### Records shown
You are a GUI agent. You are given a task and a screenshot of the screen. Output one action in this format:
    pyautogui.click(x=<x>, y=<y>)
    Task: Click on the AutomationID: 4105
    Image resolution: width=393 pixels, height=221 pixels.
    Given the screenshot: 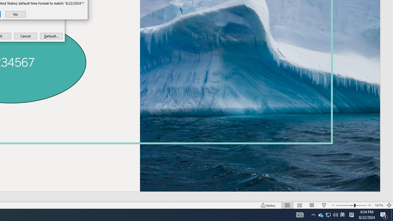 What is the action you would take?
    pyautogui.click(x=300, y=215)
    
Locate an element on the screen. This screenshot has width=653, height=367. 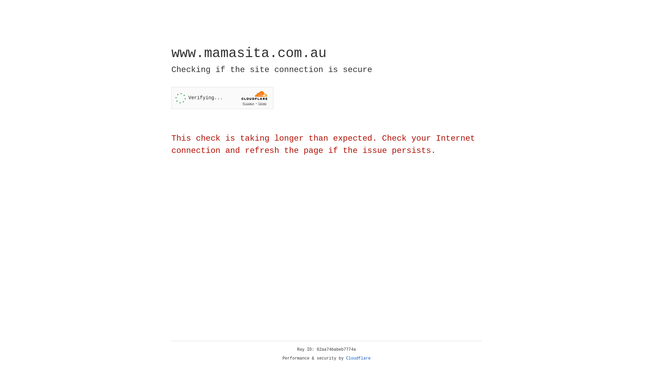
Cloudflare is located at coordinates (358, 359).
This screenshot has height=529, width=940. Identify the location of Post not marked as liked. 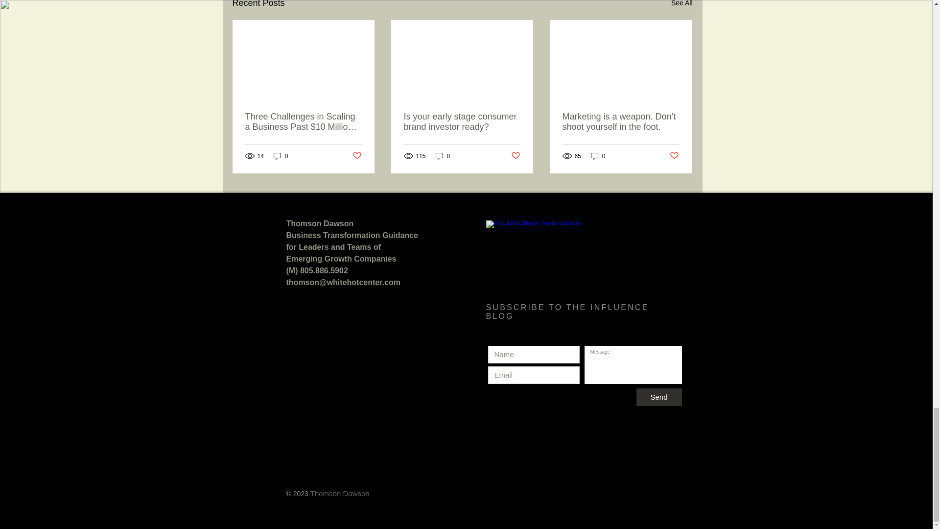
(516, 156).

### Exercise prompt
Your output should consist solely of the lines from the line containing "Locate an element" through the last line of the entries, verbatim, minus any pictures.

### Solution
Locate an element on the screen. This screenshot has width=653, height=367. 
Cloudflare is located at coordinates (358, 359).
This screenshot has height=529, width=940. Identify the location of Post not marked as liked. 
(516, 156).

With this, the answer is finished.